To President Rose, members of the College, and the Class of 2025:
September 10, 2021
To President Rose, members of the College, and the Class of 2025:
One year and 110 days ago, the Class of 2020 received our diplomas and raised a toast to the culmination of our Bowdoin journey, watching our names roll across screens like movie credits. Since then, my Bowdoin friends have started anti-racist book clubs with me. They have navigated grief with me. We have mimed hugs from a distance. We have taken walks when it’s thirty degrees outside, twenty, ten—in snow, on windy beaches or in the dark. We have made a habit of touching base on mental health and regularly sending pick-me-ups, both through Venmo and with handwritten poems sent by snail mail.
This year, we learned that collective healing is crucial. Feelings must not go unfelt, and turbulence ought not be swept over. The pandemic has taught us not to accept the normal but to relentlessly expose the dark underbelly of that which we once considered normal.
This is not the normal message you will receive as a welcome to the College. But I do not want to omit discomfort, for it is often discomfort which motivates change. Thus, I offer two poems. The first I offer to future classes, in the spirit of intellectual fearlessness and in the pursuit of justice many of you came to embody this year. You deserve more than our past normal: you deserve a more equitable institution, one that will stand up for student-led change more often than for tradition. I hope we may bequeath to you a community maintained more by compassion than normalcy, one shaped by our own simultaneous toil and joy.
Dear future Bowdoin student:
Call your best friend in the stairwell of H-L; cry between the bookshelves of Hatch
For uncried tears build up like acid in the body.
Join the cognitive behavioral therapy anxiety group; fill out the worksheets
For they will make you ponder your fears and self-perceptions.
Attend protests and walkouts, and when you’re not satisfied, plan your own
Invite your professors to dinner and be honest with them
Meet your deans and be honest with them too
For those with power must learn to heed the voices of those with vision.
Start conversations with your favorite Moulton chef, your first-year housekeeper
For theirs is the kindness that will make you feel seen.
Pen an op-ed for the newspaper, maybe two or three
For words of justice should fill the campus with force.
Forgo expectations set by a confused, quiet competitiveness
Instead pushing for what you know is right
For we must hold to the highest standards the ones we love.

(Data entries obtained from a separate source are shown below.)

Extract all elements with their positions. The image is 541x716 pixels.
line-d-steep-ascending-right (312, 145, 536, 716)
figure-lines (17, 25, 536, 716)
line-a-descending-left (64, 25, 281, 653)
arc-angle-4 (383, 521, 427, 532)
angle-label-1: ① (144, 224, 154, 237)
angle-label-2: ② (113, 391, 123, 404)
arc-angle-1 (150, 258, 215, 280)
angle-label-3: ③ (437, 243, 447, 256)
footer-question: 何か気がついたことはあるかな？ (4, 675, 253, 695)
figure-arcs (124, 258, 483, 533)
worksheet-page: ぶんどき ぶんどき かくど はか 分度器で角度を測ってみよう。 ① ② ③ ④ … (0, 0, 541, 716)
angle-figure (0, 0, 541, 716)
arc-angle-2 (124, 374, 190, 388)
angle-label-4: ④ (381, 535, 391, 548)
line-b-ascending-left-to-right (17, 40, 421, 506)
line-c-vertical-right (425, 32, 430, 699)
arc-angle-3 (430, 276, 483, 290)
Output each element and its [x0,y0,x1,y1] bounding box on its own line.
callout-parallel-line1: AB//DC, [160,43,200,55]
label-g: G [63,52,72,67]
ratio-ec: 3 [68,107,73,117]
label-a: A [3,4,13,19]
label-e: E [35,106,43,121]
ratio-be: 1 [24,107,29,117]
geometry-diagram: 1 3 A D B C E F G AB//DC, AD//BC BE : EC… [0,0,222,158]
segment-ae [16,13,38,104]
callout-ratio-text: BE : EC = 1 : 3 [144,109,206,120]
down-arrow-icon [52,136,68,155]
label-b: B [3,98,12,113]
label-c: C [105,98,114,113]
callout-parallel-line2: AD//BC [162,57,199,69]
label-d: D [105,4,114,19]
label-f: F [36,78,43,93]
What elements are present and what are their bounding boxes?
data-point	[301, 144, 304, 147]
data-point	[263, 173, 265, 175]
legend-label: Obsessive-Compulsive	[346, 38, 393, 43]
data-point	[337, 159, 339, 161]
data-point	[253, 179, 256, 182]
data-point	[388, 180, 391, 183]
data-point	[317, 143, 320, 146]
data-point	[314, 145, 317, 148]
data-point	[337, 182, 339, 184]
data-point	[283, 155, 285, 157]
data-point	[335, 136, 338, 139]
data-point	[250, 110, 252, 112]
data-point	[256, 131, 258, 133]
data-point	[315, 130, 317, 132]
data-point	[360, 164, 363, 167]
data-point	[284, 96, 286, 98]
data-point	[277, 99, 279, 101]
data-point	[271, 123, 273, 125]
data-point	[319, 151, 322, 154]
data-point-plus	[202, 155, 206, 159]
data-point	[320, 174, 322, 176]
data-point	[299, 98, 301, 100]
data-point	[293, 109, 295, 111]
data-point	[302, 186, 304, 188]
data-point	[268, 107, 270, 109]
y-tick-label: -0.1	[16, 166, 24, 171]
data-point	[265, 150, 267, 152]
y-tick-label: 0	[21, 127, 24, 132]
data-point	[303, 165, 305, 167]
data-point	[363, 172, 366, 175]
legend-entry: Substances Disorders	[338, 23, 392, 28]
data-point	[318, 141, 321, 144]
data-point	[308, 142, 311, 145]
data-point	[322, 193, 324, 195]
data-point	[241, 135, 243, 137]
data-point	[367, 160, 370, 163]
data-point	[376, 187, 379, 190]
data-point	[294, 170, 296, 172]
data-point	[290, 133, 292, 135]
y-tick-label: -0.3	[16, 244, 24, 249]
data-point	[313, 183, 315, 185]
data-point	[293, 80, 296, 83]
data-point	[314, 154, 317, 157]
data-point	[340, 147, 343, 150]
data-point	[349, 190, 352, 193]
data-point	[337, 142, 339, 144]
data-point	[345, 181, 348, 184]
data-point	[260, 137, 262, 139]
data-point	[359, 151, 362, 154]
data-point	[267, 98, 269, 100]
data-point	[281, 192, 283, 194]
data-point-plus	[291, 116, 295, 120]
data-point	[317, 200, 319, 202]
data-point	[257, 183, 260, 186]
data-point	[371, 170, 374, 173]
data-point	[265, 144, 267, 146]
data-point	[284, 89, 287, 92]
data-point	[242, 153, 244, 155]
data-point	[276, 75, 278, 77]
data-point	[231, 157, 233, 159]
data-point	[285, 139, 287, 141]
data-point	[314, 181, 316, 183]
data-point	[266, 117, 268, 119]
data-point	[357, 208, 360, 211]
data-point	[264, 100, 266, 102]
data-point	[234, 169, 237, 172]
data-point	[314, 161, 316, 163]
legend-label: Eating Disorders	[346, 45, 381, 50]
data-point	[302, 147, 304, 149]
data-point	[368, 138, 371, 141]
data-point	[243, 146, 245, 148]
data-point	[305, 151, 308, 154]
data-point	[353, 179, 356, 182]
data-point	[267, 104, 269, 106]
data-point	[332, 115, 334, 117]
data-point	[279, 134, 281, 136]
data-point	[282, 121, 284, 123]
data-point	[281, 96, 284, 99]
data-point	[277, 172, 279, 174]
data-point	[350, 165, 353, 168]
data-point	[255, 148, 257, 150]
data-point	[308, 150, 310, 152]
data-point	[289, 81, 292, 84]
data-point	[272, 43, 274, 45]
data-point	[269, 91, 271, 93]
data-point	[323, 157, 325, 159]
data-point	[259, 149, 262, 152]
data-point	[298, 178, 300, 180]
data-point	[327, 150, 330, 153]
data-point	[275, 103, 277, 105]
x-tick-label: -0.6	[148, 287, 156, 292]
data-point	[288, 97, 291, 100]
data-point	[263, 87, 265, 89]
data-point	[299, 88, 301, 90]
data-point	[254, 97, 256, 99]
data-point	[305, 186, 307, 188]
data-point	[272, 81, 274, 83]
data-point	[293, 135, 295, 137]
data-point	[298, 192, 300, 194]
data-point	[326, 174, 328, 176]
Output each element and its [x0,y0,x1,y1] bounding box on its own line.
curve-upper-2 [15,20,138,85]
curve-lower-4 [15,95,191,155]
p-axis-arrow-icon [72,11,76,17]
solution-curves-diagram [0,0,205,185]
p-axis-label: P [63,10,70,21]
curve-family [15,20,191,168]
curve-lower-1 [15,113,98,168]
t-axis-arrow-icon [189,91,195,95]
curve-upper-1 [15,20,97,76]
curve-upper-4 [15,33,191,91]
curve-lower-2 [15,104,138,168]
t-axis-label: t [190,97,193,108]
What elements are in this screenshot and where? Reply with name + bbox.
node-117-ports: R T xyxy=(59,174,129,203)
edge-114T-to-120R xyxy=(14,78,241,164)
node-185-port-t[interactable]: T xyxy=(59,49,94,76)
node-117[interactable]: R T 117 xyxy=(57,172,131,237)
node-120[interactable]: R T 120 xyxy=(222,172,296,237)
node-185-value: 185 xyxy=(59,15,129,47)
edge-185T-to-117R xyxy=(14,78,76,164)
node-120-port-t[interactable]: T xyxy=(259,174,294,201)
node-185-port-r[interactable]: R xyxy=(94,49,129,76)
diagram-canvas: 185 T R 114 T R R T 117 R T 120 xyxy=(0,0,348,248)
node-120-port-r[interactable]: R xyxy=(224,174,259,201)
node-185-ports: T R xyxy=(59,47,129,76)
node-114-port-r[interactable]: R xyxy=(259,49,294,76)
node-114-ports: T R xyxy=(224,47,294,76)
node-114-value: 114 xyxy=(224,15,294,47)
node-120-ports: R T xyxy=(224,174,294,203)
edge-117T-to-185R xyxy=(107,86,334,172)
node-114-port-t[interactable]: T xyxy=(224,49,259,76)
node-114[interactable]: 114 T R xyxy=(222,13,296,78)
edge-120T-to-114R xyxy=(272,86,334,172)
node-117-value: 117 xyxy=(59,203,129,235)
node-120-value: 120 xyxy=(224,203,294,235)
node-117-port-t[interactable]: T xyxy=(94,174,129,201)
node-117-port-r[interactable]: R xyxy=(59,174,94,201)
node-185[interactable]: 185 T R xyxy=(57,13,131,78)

We, the alumni of one year, have the privilege of perspective and thus the capacity to present a more restorative truth than we otherwise might not have dared. You, the current Bowdoin students, will repeatedly answer “good” to the question “how are you,” even though one word cannot possibly tell the story of all your stresses and joys. You will offer “Bowdoin hellos” to peers you recognize and peers you don’t, all in an attempt to pave peaceful passage, to pretend normal. I do not want students to keep pretending everything is normal. Therefore, this second poem I write as an acknowledgement of strife and a message of love. This I extend to current Polar Bears and alumni alike, so they may share in its attempt at collective healing.

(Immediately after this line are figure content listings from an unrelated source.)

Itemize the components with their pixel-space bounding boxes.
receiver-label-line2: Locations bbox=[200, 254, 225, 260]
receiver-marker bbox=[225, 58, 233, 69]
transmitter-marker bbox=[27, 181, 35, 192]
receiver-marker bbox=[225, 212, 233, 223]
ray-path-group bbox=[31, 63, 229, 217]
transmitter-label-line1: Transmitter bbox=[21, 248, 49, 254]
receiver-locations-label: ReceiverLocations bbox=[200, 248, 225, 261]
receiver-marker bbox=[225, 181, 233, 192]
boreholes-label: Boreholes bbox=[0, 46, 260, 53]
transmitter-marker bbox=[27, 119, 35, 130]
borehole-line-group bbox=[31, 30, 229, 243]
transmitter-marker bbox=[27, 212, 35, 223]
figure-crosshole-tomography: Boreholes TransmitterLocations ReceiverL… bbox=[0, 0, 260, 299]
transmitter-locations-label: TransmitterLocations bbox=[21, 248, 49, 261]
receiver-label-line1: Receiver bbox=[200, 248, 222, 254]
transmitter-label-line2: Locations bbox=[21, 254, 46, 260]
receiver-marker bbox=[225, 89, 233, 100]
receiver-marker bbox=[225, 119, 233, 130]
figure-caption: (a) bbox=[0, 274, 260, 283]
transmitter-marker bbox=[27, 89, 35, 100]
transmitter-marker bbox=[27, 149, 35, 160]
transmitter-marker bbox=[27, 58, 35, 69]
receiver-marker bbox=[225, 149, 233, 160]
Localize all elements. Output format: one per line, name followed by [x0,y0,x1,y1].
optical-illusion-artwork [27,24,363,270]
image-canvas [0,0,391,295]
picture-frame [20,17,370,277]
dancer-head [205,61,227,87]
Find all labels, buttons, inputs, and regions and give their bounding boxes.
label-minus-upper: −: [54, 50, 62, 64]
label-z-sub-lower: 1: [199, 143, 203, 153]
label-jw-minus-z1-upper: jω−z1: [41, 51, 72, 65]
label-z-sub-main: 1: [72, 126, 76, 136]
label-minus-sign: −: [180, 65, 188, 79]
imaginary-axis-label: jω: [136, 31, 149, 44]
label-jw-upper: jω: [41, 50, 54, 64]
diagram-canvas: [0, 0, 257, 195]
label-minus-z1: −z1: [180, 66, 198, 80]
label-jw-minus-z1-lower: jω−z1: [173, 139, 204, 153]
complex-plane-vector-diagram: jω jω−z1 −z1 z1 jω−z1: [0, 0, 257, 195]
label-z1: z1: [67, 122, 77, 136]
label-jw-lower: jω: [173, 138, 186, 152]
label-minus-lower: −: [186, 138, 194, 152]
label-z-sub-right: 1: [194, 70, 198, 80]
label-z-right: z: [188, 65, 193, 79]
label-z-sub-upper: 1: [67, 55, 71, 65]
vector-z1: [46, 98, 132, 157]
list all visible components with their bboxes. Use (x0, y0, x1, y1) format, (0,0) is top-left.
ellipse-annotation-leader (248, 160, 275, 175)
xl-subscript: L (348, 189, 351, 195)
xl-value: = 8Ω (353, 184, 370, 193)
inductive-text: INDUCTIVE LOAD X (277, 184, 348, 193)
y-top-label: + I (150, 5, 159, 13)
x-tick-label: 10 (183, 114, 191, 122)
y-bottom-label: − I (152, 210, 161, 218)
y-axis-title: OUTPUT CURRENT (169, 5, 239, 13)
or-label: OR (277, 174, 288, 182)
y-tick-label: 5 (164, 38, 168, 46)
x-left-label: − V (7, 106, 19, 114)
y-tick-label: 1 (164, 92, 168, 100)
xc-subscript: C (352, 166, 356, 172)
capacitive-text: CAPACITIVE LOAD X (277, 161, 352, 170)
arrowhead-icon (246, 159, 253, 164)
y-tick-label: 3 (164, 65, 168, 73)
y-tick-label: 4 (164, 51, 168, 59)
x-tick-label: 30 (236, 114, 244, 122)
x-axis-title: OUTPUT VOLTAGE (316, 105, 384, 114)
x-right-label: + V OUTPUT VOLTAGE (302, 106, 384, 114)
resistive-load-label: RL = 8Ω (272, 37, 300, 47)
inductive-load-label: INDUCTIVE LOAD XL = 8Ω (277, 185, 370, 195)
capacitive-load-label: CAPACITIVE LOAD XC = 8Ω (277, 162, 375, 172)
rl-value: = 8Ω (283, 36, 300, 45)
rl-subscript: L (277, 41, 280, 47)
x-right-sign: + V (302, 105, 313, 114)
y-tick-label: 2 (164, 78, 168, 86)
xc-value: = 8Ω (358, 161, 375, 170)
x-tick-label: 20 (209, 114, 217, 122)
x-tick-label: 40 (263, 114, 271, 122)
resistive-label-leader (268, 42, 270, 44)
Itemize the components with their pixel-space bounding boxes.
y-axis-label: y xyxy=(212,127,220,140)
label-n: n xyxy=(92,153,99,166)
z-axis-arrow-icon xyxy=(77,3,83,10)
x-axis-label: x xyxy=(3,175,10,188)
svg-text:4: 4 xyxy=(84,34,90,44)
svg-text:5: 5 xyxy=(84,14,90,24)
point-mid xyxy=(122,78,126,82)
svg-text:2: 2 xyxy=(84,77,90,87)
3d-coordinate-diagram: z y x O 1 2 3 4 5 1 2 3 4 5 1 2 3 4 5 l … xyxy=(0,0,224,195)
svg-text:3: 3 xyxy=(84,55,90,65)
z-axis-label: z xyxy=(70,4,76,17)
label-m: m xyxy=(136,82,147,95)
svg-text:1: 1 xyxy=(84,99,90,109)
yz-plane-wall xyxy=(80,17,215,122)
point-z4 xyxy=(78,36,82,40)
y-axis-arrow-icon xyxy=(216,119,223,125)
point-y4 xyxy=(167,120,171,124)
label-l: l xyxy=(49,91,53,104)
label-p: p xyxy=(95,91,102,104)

To the overcommitted and overachievers
You are enough.
To those afraid they under-committed or underachieved
You are enough.
To the anxiety-ridden
You are enduring like an oak, even when your branches sway in the wind
Plant your feet in the earth and allow it to ground you.
To those whose minds never cease
It is okay to slow down
The motion itself makes a sort of abstract art—not every detail need be grasped.
To those who do not find home here
You contain multitudes.
To those who are hurt here
Your resilience will not cease to astound
But you should not be expected to heal alone; let us hold your hands.
To the overwhelmed and under-confident
The overworked and under-satisfied
You have boundaries too: do you know how to heed them?
You have advocates too: do you know how to believe them?
To the perfectionists and the fixers
You are already perfect, as you are absolute; complete
You have all the requisite elements, qualities, characteristics.
To those riddled with self-doubt
You are loved.
To those always processing, never sure, seldom pausing, ever searching
You are not alone.
Anna Marten is a member of the class of 2020.
Comments
Before submitting a comment, please review our comment policy. Some key points from the policy:
- No hate speech, profanity, disrespectful or threatening comments.
- No personal attacks on reporters.
- Comments must be under 200 words.
- You are strongly encouraged to use a real name or identifier ("Class of '92").
- Any comments made with an email address that does not belong to you will get removed.
Thank you for this. Necessary and even more poignant upon rereading.
My husband and I (both members of class of 1975…yes dinosaurs do exist) have gone to the last two men’s soccer games. What we have witnessed is an extreme need by the current students for “normal”. We have gone to many Bowdoin soccer matches over the years and we have NEVER seen attendance so high. Although the campus is “code yellow” there was no social distancing or masking occurring. I want fir these students to experience a Bowdoin like this – one free of fear. But I worry for them and hope that all will remain safe. And heed the words of these carefully written thoughts from a member of the class of 2020.